The kiss itself seared her heart. It had been years. Forever. Her memories of girlhood kisses had grown so dusty from age that she might have been untouched. Nor had the mouth that claimed her then belonged to a man. Certainly not this man who had kissed too often and knew too well how to do it.
She had no defenses. She had not even realized she needed any. So she permitted it too long, submerged in happy confusion that blocked any intrusion from her conscience.
He pulled her closer yet. His hand fussed at a button on her coat. Her better sense reasserted itself and saw what she was doing. Indignation met a wall of sadness, but she still pushed away from him and staggered back.
Nothing about him apologized. Not words from that mouth or regret in those eyes. If anything, he appeared as if he would follow her steps and embrace her again.
She backed up more, lest he try. “You should not have done that. You know it, too.”
“I am not well schooled in self-denial, especially when it comes to an intriguing, lovely woman like you.”
“I am not a woman to be a plaything to a rake. I am insulted you thought I might be.”
“It was an honest expression of honest desire, Caroline, not a search for a plaything.”

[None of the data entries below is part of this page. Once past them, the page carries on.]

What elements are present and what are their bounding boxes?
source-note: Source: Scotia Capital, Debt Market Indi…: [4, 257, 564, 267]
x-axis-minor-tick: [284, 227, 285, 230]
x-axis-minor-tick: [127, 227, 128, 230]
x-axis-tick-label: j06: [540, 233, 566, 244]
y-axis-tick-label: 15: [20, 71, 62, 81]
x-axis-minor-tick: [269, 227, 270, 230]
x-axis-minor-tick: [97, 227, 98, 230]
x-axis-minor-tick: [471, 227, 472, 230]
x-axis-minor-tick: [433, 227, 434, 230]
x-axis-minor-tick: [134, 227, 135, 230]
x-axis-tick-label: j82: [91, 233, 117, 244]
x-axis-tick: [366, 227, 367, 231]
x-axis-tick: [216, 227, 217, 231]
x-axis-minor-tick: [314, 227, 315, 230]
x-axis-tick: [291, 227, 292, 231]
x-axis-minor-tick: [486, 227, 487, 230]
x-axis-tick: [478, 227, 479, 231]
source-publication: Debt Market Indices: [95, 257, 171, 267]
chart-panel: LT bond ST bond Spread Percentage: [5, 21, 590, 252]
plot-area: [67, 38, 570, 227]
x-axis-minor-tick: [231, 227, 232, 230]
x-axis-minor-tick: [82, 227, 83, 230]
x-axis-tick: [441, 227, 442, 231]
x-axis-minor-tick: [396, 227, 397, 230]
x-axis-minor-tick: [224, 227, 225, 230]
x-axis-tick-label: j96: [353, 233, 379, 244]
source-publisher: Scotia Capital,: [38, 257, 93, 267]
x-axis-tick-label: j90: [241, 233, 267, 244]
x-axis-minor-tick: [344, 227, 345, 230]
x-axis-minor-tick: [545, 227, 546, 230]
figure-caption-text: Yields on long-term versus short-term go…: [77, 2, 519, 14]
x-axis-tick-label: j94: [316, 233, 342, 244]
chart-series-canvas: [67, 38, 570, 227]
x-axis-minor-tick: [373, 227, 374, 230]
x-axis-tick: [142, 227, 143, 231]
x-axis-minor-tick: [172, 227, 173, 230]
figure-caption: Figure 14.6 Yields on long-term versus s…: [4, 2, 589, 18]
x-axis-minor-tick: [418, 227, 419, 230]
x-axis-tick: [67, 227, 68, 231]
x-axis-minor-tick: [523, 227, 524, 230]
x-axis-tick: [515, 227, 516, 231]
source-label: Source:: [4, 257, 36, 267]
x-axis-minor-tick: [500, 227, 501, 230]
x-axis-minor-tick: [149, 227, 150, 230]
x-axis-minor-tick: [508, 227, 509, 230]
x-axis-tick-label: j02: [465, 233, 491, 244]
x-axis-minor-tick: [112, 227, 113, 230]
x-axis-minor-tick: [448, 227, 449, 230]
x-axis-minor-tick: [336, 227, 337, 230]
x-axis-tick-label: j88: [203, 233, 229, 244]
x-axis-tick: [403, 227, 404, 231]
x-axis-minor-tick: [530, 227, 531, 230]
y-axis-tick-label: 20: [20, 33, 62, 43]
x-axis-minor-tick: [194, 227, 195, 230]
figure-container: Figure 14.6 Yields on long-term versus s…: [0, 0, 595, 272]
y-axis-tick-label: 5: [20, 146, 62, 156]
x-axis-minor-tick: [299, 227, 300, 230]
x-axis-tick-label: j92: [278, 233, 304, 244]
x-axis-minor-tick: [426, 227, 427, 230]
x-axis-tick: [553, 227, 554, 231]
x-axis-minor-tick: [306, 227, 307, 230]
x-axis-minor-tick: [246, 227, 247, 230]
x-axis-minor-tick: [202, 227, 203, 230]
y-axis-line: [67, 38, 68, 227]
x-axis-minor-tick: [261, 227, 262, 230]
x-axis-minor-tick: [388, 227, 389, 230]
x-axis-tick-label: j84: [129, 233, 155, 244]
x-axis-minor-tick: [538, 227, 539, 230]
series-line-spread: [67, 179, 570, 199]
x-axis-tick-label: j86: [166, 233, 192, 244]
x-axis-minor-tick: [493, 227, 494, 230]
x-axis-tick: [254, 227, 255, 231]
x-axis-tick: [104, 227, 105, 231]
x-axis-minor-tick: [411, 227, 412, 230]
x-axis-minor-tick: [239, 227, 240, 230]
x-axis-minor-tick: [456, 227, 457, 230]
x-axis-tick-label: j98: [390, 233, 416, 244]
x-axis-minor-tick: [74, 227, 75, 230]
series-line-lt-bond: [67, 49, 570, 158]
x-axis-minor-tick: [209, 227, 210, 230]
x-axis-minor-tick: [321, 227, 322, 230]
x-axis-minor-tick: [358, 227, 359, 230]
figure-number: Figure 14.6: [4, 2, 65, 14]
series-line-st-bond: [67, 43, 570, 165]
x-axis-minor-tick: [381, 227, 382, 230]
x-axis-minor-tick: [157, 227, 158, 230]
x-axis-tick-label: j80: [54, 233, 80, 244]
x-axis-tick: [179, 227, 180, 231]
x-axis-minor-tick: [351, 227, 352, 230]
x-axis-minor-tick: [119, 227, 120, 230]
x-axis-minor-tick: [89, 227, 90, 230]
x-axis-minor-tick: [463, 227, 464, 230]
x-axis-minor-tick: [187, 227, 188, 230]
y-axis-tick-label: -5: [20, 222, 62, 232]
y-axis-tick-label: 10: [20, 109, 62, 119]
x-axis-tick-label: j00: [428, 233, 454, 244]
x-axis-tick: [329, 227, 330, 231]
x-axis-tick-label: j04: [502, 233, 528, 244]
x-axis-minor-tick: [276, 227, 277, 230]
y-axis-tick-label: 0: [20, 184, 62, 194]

“I think it was a calculated strategy to have me drop my guard in other ways, and to petition for release. A man like you does not have any need of a woman like me.” She strode away. “Do not do it again,” she said furiously over her shoulder. “Good heavens, wasn’t one Dunham daughter enough for you?”
* * *
Since Caroline did not march him back to his attic chamber at the point of a gun, Adam decided that meant she had agreed to the terms of his parole. Since her departure indicated she would not want company he chose to remain outside and investigate the property further.
He walked closer to the cottage beyond the garden. Smoke still rose in a ribbon from the chimney. He thought he saw Mrs. Smith’s face peer out a window at him. Perhaps the old couple lived here, rather than in the big house. It was the kind of privilege only afforded the married servants, and valued ones at that.
He retraced his steps and walked around the stable. Beyond there lay a large paddock surrounded by sturdy fences. Fifty horses would fit in it easily, perhaps as many as seventy.
This was where it must have happened. He pictured the space teeming with horses, all pacing and noisy because they sensed the danger. Within a half hour all of them were dead, shot by men at close range from behind the fence. Unable to defend themselves, they had stampeded around the paddock in a frenzy.
He had been invited to participate in that carnage. As if anyone would want to shoot thoroughbreds like that, as sport. Too many had volunteered. Nigel had joined in. To add to the injury, they had left the remains for the Dunham family to deal with.
He had assumed Caroline had abducted him as part of a plan of revenge for that day. From her parting words in the stable, however, it seemed he may have been wrong.
Wasn’t one Dunham daughter enough for you? He propped his boot on the bottom rung of the paddock’s fence and looked into the enclosure while he considered the accusation embedded in her words. She believed that he had kissed her sister and perhaps done more than kiss.
Hell, he didn’t even remember she had a sister.
All the same he searched his memory for another Dunham. Calling up every female met at parties and assemblies would take too long, so he took the opposite approach and tried to remember all the women he had at least kissed in the last few years.
That alone meant reviewing a good number of faces. Try as he might, he could not picture anyone with the last name of Dunham.
It was possible she had used a different name. It was also possible that his memory failed him due to his being foxed when the meeting occurred. He often claimed that never happened, but the problem with drinking to the point of obliterated memories was that one did not remember what had and had not happened, including one’s state of inebriation.
The wind had risen by the time he concluded he could not prove he had never kissed another Dunham sister. He made his way back to the house and entered through the kitchen door, where he shook the snow off his boots and hung his greatcoat on a peg next to the coat Caroline had donned earlier.
He wandered into the kitchen. Mrs. Smith could not be found there, but something delicious smelling cooked in the hearth in a cauldron. He found the stairs and went above.
His departure had been hasty. Now he took his time. Besides the large sitting room he visited a small library and a chamber that served as a study or office. A morning room, long and narrow, stretched across the back of the house. A dining room could hold a decent party.
It was an old house, and handsome in its way. More dark wood panels than was fashionable now. Dark papers on the walls, too, and a few floors paved in tiles instead of boards. He judged it to be a couple hundred years old at least.
He settled into a stuffed chair in the library with a book on thoroughbred breeding. Since it was a topic of interest, he soon became engrossed. So it was that Miss Dunham arrived without his awareness. He only realized her presence when the scent of the household soap reached him.
She had changed into a blue dress with little adornment.
“I hope you did not give up the pantaloons on my account. There’s no reason to stand on ceremony with a prisoner.”
“It had nothing to do with you.”
“For whom then? From what I can tell no one else is here.”